If teams have technical boundaries defined at a higher level in the stack (e.g. APIs) and so they don't share a database, you don't need loads of process and docs and architectural meetings to coordinate. Letting teams delivery independently is a good architectural feature.
I think cargo cutting stuff like "Postgres for everything" is also a plague. I agree you don't want to overengineer, but if you're a leader and your policy is basically "engineers can't ever be trusted to do hard things" then you're a bad leader.
Sorry if this comes off as brusque, but I've seen good engineers want to use Elasticache for the right reasons and seen "leaders" tell them no because "caching is one of the hard problems in computer science."

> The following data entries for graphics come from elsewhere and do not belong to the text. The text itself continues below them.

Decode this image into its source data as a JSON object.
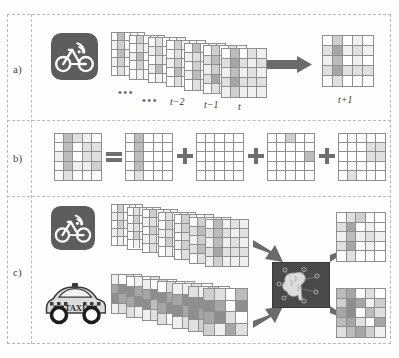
{
  "figure": {
    "panels": [
      {
        "id": "a",
        "label": "a)"
      },
      {
        "id": "b",
        "label": "b)"
      },
      {
        "id": "c",
        "label": "c)"
      }
    ]
  },
  "panel_a": {
    "label": "a)",
    "source_icon": "bicycle-wifi-icon",
    "ellipsis_1": "•••",
    "ellipsis_2": "•••",
    "timesteps": [
      "t−2",
      "t−1",
      "t"
    ],
    "output_label": "t+1",
    "arrow_icon": "right-arrow-icon",
    "grid_rows": 5,
    "grid_cols": 5,
    "stack_count": 7,
    "output_grid": [
      [
        0,
        3,
        0,
        1,
        0
      ],
      [
        2,
        5,
        1,
        2,
        1
      ],
      [
        1,
        4,
        0,
        1,
        0
      ],
      [
        2,
        5,
        2,
        2,
        2
      ],
      [
        0,
        2,
        0,
        0,
        0
      ]
    ],
    "stack_grids": [
      [
        [
          0,
          4,
          0,
          0,
          0
        ],
        [
          1,
          3,
          0,
          1,
          0
        ],
        [
          0,
          4,
          1,
          0,
          1
        ],
        [
          1,
          3,
          0,
          1,
          0
        ],
        [
          0,
          2,
          0,
          0,
          0
        ]
      ],
      [
        [
          0,
          3,
          0,
          1,
          0
        ],
        [
          0,
          2,
          1,
          0,
          0
        ],
        [
          1,
          4,
          0,
          1,
          0
        ],
        [
          0,
          3,
          0,
          0,
          1
        ],
        [
          0,
          1,
          0,
          0,
          0
        ]
      ],
      [
        [
          0,
          2,
          0,
          0,
          1
        ],
        [
          1,
          3,
          0,
          1,
          0
        ],
        [
          0,
          2,
          1,
          0,
          0
        ],
        [
          1,
          4,
          0,
          1,
          0
        ],
        [
          0,
          1,
          0,
          0,
          0
        ]
      ],
      [
        [
          0,
          3,
          1,
          0,
          0
        ],
        [
          0,
          2,
          0,
          1,
          0
        ],
        [
          1,
          3,
          0,
          0,
          1
        ],
        [
          0,
          4,
          1,
          0,
          0
        ],
        [
          0,
          2,
          0,
          0,
          0
        ]
      ],
      [
        [
          0,
          4,
          0,
          1,
          0
        ],
        [
          1,
          2,
          1,
          0,
          1
        ],
        [
          0,
          3,
          0,
          1,
          0
        ],
        [
          1,
          4,
          0,
          0,
          1
        ],
        [
          0,
          2,
          1,
          0,
          0
        ]
      ],
      [
        [
          0,
          3,
          0,
          2,
          0
        ],
        [
          2,
          4,
          1,
          1,
          1
        ],
        [
          1,
          3,
          0,
          2,
          0
        ],
        [
          2,
          5,
          1,
          1,
          1
        ],
        [
          0,
          2,
          0,
          1,
          0
        ]
      ],
      [
        [
          0,
          4,
          0,
          2,
          1
        ],
        [
          2,
          5,
          2,
          1,
          2
        ],
        [
          1,
          4,
          1,
          2,
          1
        ],
        [
          2,
          5,
          2,
          2,
          2
        ],
        [
          1,
          3,
          1,
          1,
          1
        ]
      ]
    ]
  },
  "panel_b": {
    "label": "b)",
    "equals_symbol": "=",
    "plus_symbol": "+",
    "term_count": 4,
    "grid_rows": 5,
    "grid_cols": 5,
    "result_grid": [
      [
        0,
        4,
        2,
        1,
        0
      ],
      [
        0,
        4,
        0,
        2,
        2
      ],
      [
        1,
        4,
        0,
        2,
        2
      ],
      [
        0,
        4,
        1,
        1,
        3
      ],
      [
        0,
        2,
        0,
        0,
        0
      ]
    ],
    "term_grids": [
      [
        [
          0,
          4,
          0,
          0,
          0
        ],
        [
          0,
          4,
          0,
          0,
          0
        ],
        [
          0,
          4,
          0,
          0,
          0
        ],
        [
          0,
          4,
          0,
          0,
          0
        ],
        [
          0,
          2,
          0,
          0,
          0
        ]
      ],
      [
        [
          0,
          0,
          0,
          0,
          0
        ],
        [
          0,
          0,
          0,
          0,
          0
        ],
        [
          0,
          0,
          0,
          0,
          0
        ],
        [
          0,
          0,
          0,
          0,
          0
        ],
        [
          0,
          0,
          0,
          0,
          0
        ]
      ],
      [
        [
          0,
          0,
          3,
          0,
          0
        ],
        [
          0,
          0,
          0,
          0,
          0
        ],
        [
          0,
          0,
          0,
          0,
          4
        ],
        [
          0,
          0,
          0,
          0,
          0
        ],
        [
          0,
          0,
          0,
          0,
          0
        ]
      ],
      [
        [
          0,
          0,
          0,
          0,
          0
        ],
        [
          0,
          0,
          0,
          2,
          2
        ],
        [
          0,
          0,
          0,
          2,
          2
        ],
        [
          0,
          0,
          0,
          0,
          0
        ],
        [
          0,
          2,
          0,
          0,
          0
        ]
      ]
    ]
  },
  "panel_c": {
    "label": "c)",
    "bike_icon": "bicycle-wifi-icon",
    "taxi_icon": "taxi-icon",
    "taxi_text": "TAXI",
    "model_icon": "brain-neural-network-icon",
    "arrow_icon": "thick-arrow-icon",
    "bike_grid_rows": 5,
    "bike_grid_cols": 5,
    "taxi_grid_rows": 4,
    "taxi_grid_cols": 4,
    "bike_stack_count": 7,
    "taxi_stack_count": 7,
    "bike_stack_grids": [
      [
        [
          0,
          3,
          0,
          1,
          0
        ],
        [
          1,
          2,
          0,
          0,
          1
        ],
        [
          0,
          3,
          1,
          1,
          0
        ],
        [
          1,
          2,
          0,
          0,
          1
        ],
        [
          0,
          1,
          0,
          0,
          0
        ]
      ],
      [
        [
          0,
          2,
          1,
          0,
          0
        ],
        [
          0,
          3,
          0,
          1,
          0
        ],
        [
          1,
          2,
          0,
          0,
          1
        ],
        [
          0,
          3,
          1,
          1,
          0
        ],
        [
          0,
          1,
          0,
          0,
          0
        ]
      ],
      [
        [
          0,
          3,
          0,
          1,
          1
        ],
        [
          1,
          2,
          1,
          0,
          0
        ],
        [
          0,
          3,
          0,
          1,
          0
        ],
        [
          1,
          2,
          1,
          0,
          1
        ],
        [
          0,
          2,
          0,
          0,
          0
        ]
      ],
      [
        [
          0,
          2,
          0,
          1,
          0
        ],
        [
          0,
          3,
          1,
          0,
          1
        ],
        [
          1,
          2,
          0,
          1,
          0
        ],
        [
          0,
          3,
          1,
          0,
          1
        ],
        [
          0,
          1,
          0,
          0,
          0
        ]
      ],
      [
        [
          0,
          3,
          1,
          0,
          1
        ],
        [
          1,
          3,
          0,
          1,
          0
        ],
        [
          0,
          2,
          1,
          1,
          0
        ],
        [
          1,
          3,
          0,
          1,
          1
        ],
        [
          0,
          2,
          0,
          0,
          0
        ]
      ],
      [
        [
          0,
          3,
          0,
          2,
          1
        ],
        [
          2,
          4,
          1,
          1,
          2
        ],
        [
          1,
          3,
          1,
          2,
          1
        ],
        [
          2,
          4,
          1,
          1,
          2
        ],
        [
          0,
          2,
          1,
          0,
          1
        ]
      ],
      [
        [
          0,
          4,
          1,
          2,
          1
        ],
        [
          2,
          4,
          2,
          1,
          2
        ],
        [
          1,
          4,
          1,
          2,
          1
        ],
        [
          2,
          5,
          2,
          2,
          2
        ],
        [
          1,
          3,
          1,
          1,
          1
        ]
      ]
    ],
    "taxi_stack_grids": [
      [
        [
          1,
          0,
          2,
          0
        ],
        [
          5,
          6,
          3,
          1
        ],
        [
          6,
          5,
          2,
          0
        ],
        [
          1,
          2,
          0,
          1
        ]
      ],
      [
        [
          0,
          1,
          0,
          2
        ],
        [
          6,
          5,
          4,
          1
        ],
        [
          5,
          6,
          1,
          0
        ],
        [
          2,
          1,
          1,
          0
        ]
      ],
      [
        [
          1,
          0,
          3,
          0
        ],
        [
          5,
          6,
          2,
          1
        ],
        [
          6,
          4,
          3,
          1
        ],
        [
          1,
          2,
          0,
          0
        ]
      ],
      [
        [
          0,
          2,
          0,
          1
        ],
        [
          6,
          5,
          3,
          0
        ],
        [
          5,
          6,
          2,
          1
        ],
        [
          2,
          0,
          1,
          1
        ]
      ],
      [
        [
          1,
          1,
          2,
          0
        ],
        [
          5,
          6,
          4,
          1
        ],
        [
          6,
          5,
          3,
          0
        ],
        [
          1,
          2,
          1,
          1
        ]
      ],
      [
        [
          2,
          1,
          3,
          0
        ],
        [
          6,
          6,
          4,
          2
        ],
        [
          6,
          5,
          3,
          1
        ],
        [
          2,
          3,
          1,
          2
        ]
      ],
      [
        [
          3,
          2,
          0,
          4
        ],
        [
          6,
          5,
          0,
          6
        ],
        [
          5,
          6,
          2,
          0
        ],
        [
          3,
          1,
          5,
          2
        ]
      ]
    ],
    "output_top_grid": [
      [
        0,
        2,
        3,
        0,
        0
      ],
      [
        2,
        5,
        0,
        1,
        0
      ],
      [
        1,
        4,
        1,
        2,
        1
      ],
      [
        2,
        5,
        0,
        1,
        0
      ],
      [
        0,
        2,
        0,
        0,
        0
      ]
    ],
    "output_bottom_grid": [
      [
        4,
        5,
        0,
        2,
        0
      ],
      [
        3,
        6,
        5,
        1,
        3
      ],
      [
        5,
        6,
        0,
        4,
        2
      ],
      [
        4,
        5,
        2,
        0,
        5
      ],
      [
        2,
        4,
        5,
        3,
        1
      ]
    ]
  }
}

Leadership-by-folksy-saying is sadly a real thing.
I worked in a Postgres for everything business, and the IPO and later value creation for customers and investors (including me) had been stratospheric.
Not dealing with loads of technology choices in the early days is a boon.
Once we hit more than $100m in rev it made sense to allow a bit more optimisation for purpose - but only when we had cash flow to pay for it. Otherwise all these fancy-shmancy choices are just dressed-up tech debt.
Yeah my original comment was about experiences working at places with this kind of monetary success (if not more) and stubbornly not evolving. Low trust eng leadership philosophies will do that though.
I think that's actually the point of "postgres for everything"?